Nineteenth-century railroad baron William Vanderbilt famously said, “The public be damned.” 140 years later Warren Buffett described PSR this way, as “forcing customers to adapt to the railroads, rather than the other way around.”

PSR created a new culture that manifests itself across the industry. This new culture is reflected in what observers refer to as “Quality of Life” issues, or what the media have trivialized to “sick days.” Reducing the issue to sick days glosses over the draconian situation that the operating department finds itself in.

Even in my era, getting time off for engineers and conductors was always an uncertain interplay between workers and “callers.”3A “Caller” calls employees (engineers and conductors) to come to work within 90 minutes to 2 hours to report to work. (The formula for “laying off”4“Laying off” is requesting permission for time off work was: first, having “good and sufficient reason,” second, “requesting permission.” Depending on how much slack there was in the system, there was always a chance the “caller” – no matter how dire your reason was – would deny your request. The big difference today is there is zero slack.

Two separate BNSF engineers explained the situation this way: “We do not have weekends. We do not have a routine, or acceptable schedule. Every day is the same to us.” The second hogger5“Hogger” is railroad slang for engineer  added: “I average 110 hours a week away from home. I have no scheduled days off At All. I am on call 24/7 and work all hours day and night.” Meanwhile, he added, “…the railroad makes me watch training films on the importance of sleeping well.”

Long hours, irregular schedule, working nights, in short the circadian trifecta.

Three years ago the last national railroad contract expired and the countdown to a new contract began. In 2020 the twelve railroad craft unions breathed a sigh of relief. At last, their prayers were answered. Joe Biden was the new president.
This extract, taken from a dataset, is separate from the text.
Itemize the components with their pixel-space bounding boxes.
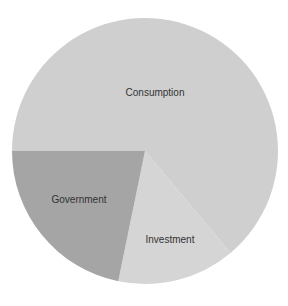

In September 2021 Joe offered this reassurance, “You know, you’ve heard me say many times: I intend to be the most pro union president in American history.” On the railroads, it’s called “shanty talk,” and in the general population, it’s called bullshit.
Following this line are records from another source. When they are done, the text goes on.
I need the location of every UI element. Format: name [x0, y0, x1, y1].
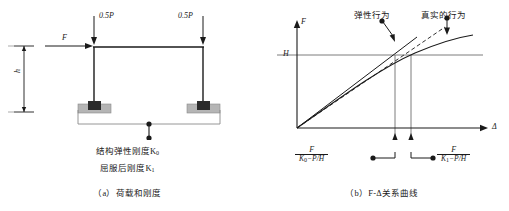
formula-elastic-drift: F K0−P/H — [295, 146, 328, 164]
annotation-label-elastic: 弹性行为 — [354, 8, 390, 20]
panel-b-caption: （b）F-Δ关系曲线 — [255, 186, 509, 198]
y-axis-label: F — [301, 17, 306, 26]
x-axis-label: Δ — [492, 122, 497, 131]
formula-postyield-drift: F K1−P/H — [437, 146, 470, 164]
formula-elastic-den-tail: −P/H — [307, 154, 324, 163]
level-label-H: H — [283, 49, 289, 58]
leader-dot-bottom — [146, 135, 151, 140]
base-support-left — [78, 101, 111, 113]
height-dimension — [14, 46, 34, 112]
panel-force-displacement-curve: F Δ H 弹性行为 真实的行为 F K0−P/H F K1−P/H （b）F-… — [255, 0, 509, 211]
base-support-right — [187, 101, 220, 113]
vertical-load-left-label: 0.5P — [99, 11, 114, 20]
annotation-leader-elastic — [383, 22, 395, 42]
figure-container: F 0.5P 0.5P h 结构弹性刚度K0 屈服后刚度K1 （a）荷载和刚度 — [0, 0, 509, 211]
series-secant-dashed — [297, 27, 445, 128]
vertical-load-arrow-right — [200, 16, 206, 45]
chart-axes — [297, 26, 481, 128]
formula-pointer-left — [392, 133, 398, 140]
formula-pointer-right — [408, 133, 414, 140]
formula-dot-right — [430, 155, 435, 160]
y-axis-arrowhead — [294, 20, 300, 28]
height-dimension-label: h — [13, 69, 22, 73]
series-real-curve — [297, 35, 473, 128]
annotation-label-real: 真实的行为 — [421, 8, 466, 20]
formula-postyield-den-tail: −P/H — [449, 154, 466, 163]
lateral-force-arrow — [45, 43, 93, 49]
x-axis-arrowhead — [480, 125, 488, 131]
formula-dot-left — [370, 155, 375, 160]
postyield-stiffness-text: 屈服后刚度K — [100, 163, 151, 173]
formula-elastic-denominator: K0−P/H — [295, 155, 328, 163]
formula-postyield-numerator: F — [437, 146, 470, 154]
panel-load-and-stiffness: F 0.5P 0.5P h 结构弹性刚度K0 屈服后刚度K1 （a）荷载和刚度 — [0, 0, 255, 211]
series-elastic-line — [297, 37, 417, 128]
lateral-force-label: F — [62, 33, 67, 42]
formula-elastic-numerator: F — [295, 146, 328, 154]
leader-dot-top — [146, 121, 151, 126]
postyield-stiffness-note: 屈服后刚度K1 — [0, 161, 255, 173]
frame-diagram — [0, 0, 255, 140]
elastic-stiffness-note: 结构弹性刚度K0 — [0, 144, 255, 156]
postyield-stiffness-subscript: 1 — [152, 167, 155, 173]
vertical-load-arrow-left — [91, 16, 97, 45]
panel-a-caption: （a）荷载和刚度 — [0, 186, 255, 198]
formula-postyield-denominator: K1−P/H — [437, 155, 470, 163]
vertical-load-right-label: 0.5P — [178, 11, 193, 20]
portal-frame — [93, 47, 204, 106]
force-displacement-chart — [255, 0, 509, 140]
elastic-stiffness-subscript: 0 — [156, 150, 159, 156]
elastic-stiffness-text: 结构弹性刚度K — [96, 146, 156, 156]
On July 12th of last year the Brotherhood of Locomotive Engineers and Trainmen (BLET) voted 99.5% to authorize a strike. Just four months later, this same membership voted narrowly to accept a subpar contract with no major concession from the carriers. What happened in those four months? For one thing, the RLA did what Beatrice Burgoon said it was supposed to do: delay! Another factor was the media beating of the war drums about “supply chain crisis.”  Plus, the Biden-appointed Presidential Emergency Board (PEB) had made its final recommendations.

Somehow the most pro-labor president in American history entrusted three pro-company arbiters to recommend an agreement that would have warmed the heart of Hunter Harrison. Instead of using the much touted “bully pulpit” to wring a few concessions for unions, Biden folded like a Boy Scout knife bathed in WD-40. He urged Congress to accept the PEB mandate Without Modification and to do it immediately!

If it’s rare for most incumbent union presidents to lose elections, then it is unheard of in rail unions. But it happened to BLET president Dennis Pierce, who lost to Edward Hall, a working engineer and local BLET chairman from Arizona. Just weeks earlier, Pierce was standing next to Joe Biden when the sell-out PEB decision was announced.

Of course, bourgeois politicians are going to be bourgeois politicians, but the role of the DSA House members stands out as particularly odious. I’ve seen complicated rationales about how the much vaunted “squad” were playing three dimensional chess. “Intellectual summersaults,” is how Joe Allen nailed it in a Tempest article. Think of them as “The Squad that Bailed.” Need it even be said? Working people need their own party.